China main reason Africa is losing war to stop wipe-out of rhinos and elephants
A conservationist from Kenya has swapped his safari kit for a suit and tie and is out to rally support for the war against the illegal wildlife trade that is decimating rhino herds in Africa

Michael Dyer looks a little awkward in a suit and tie. And no wonder. His usual garb is a safari suit, and his natural environment is the African bush where he runs Borana, an eco-resort and wildlife sanctuary located 200km north of Kenya's capital, Nairobi.
But Dyer, 53, has put on his suit for a good cause: saving the endangered rhinoceros.
Borana has been in his family for three generations. Although originally a conventional cattle ranch, it has evolved into a wildlife conservancy with a luxury eco-lodge under his management.
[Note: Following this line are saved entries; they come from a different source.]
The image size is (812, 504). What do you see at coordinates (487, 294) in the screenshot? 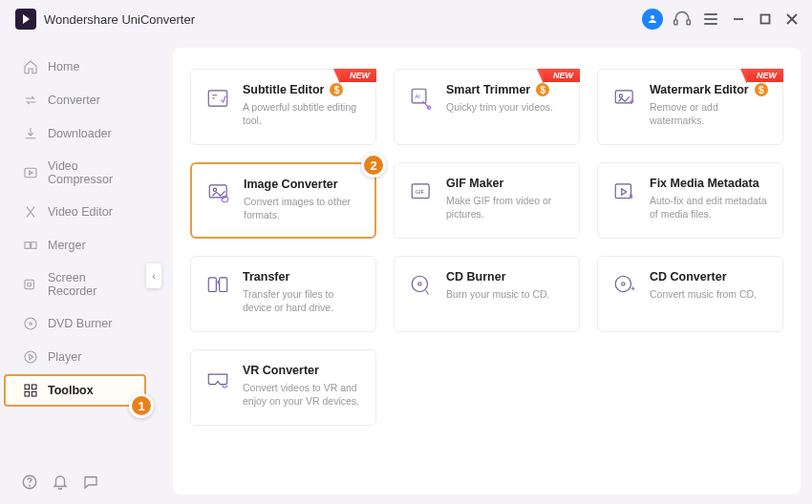
I see `card-cd-burner: CD Burner Burn your music to CD.` at bounding box center [487, 294].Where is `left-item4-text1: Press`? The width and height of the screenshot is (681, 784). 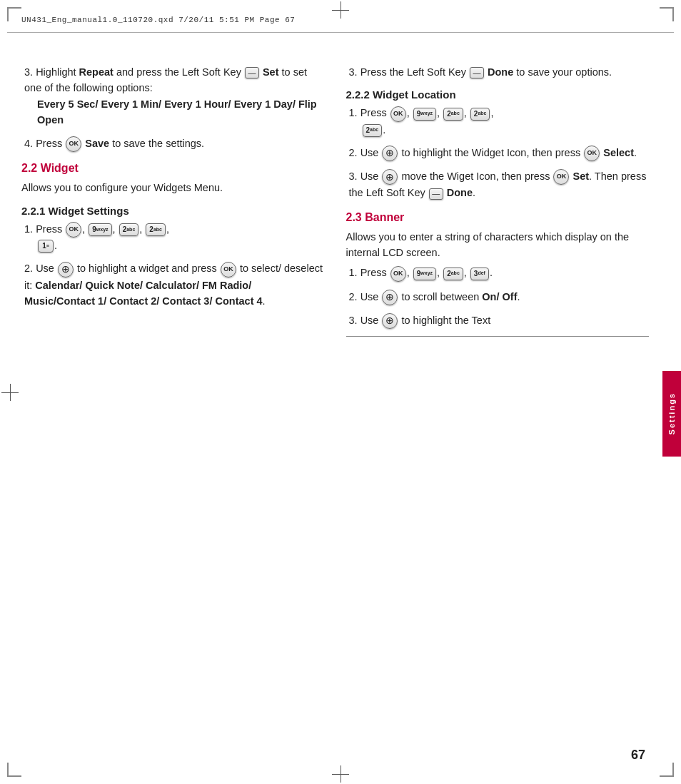
left-item4-text1: Press is located at coordinates (49, 143).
And since last year, when Borana and Lewa, a neighbouring family-run conservancy that is also a Unesco World Heritage site, took down the fences between their properties to create Africa's largest rhino sanctuary, Dyer has found himself at the heart of its conservation battle.
In Hong Kong earlier this month to spread the word about rhino conservation, he had a grim message. The illegal wildlife trade has decimated populations in the wild in Africa. Just as elephants are hunted for their tusks, rhinos are being killed for their horns, which are mainly used in Asian folk medicine.
Years of poaching have reduced the numbers of the two African species - the white rhino and the black, or hook-lipped, rhino - to just an estimated 25,000 animals, driving them to the brink of extinction. The black rhino is particularly vulnerable: in the 1970s there were 70,000 black rhinos in Africa; today there are only about 3,000.
Poaching has reached "catastrophic levels", Dyer says, and the battle to save the rhinos will be lost unless there's a huge shift in the supply and demand.
(In 2011, WWF attributed a spike in poaching in Africa and South Asia primarily to increased demand for rhino horn in traditional medicine in Vietnam, where many believe powdered horn can cure cancer. Horns are also sent to the Middle East, where they are used to make handles for ornamental daggers.)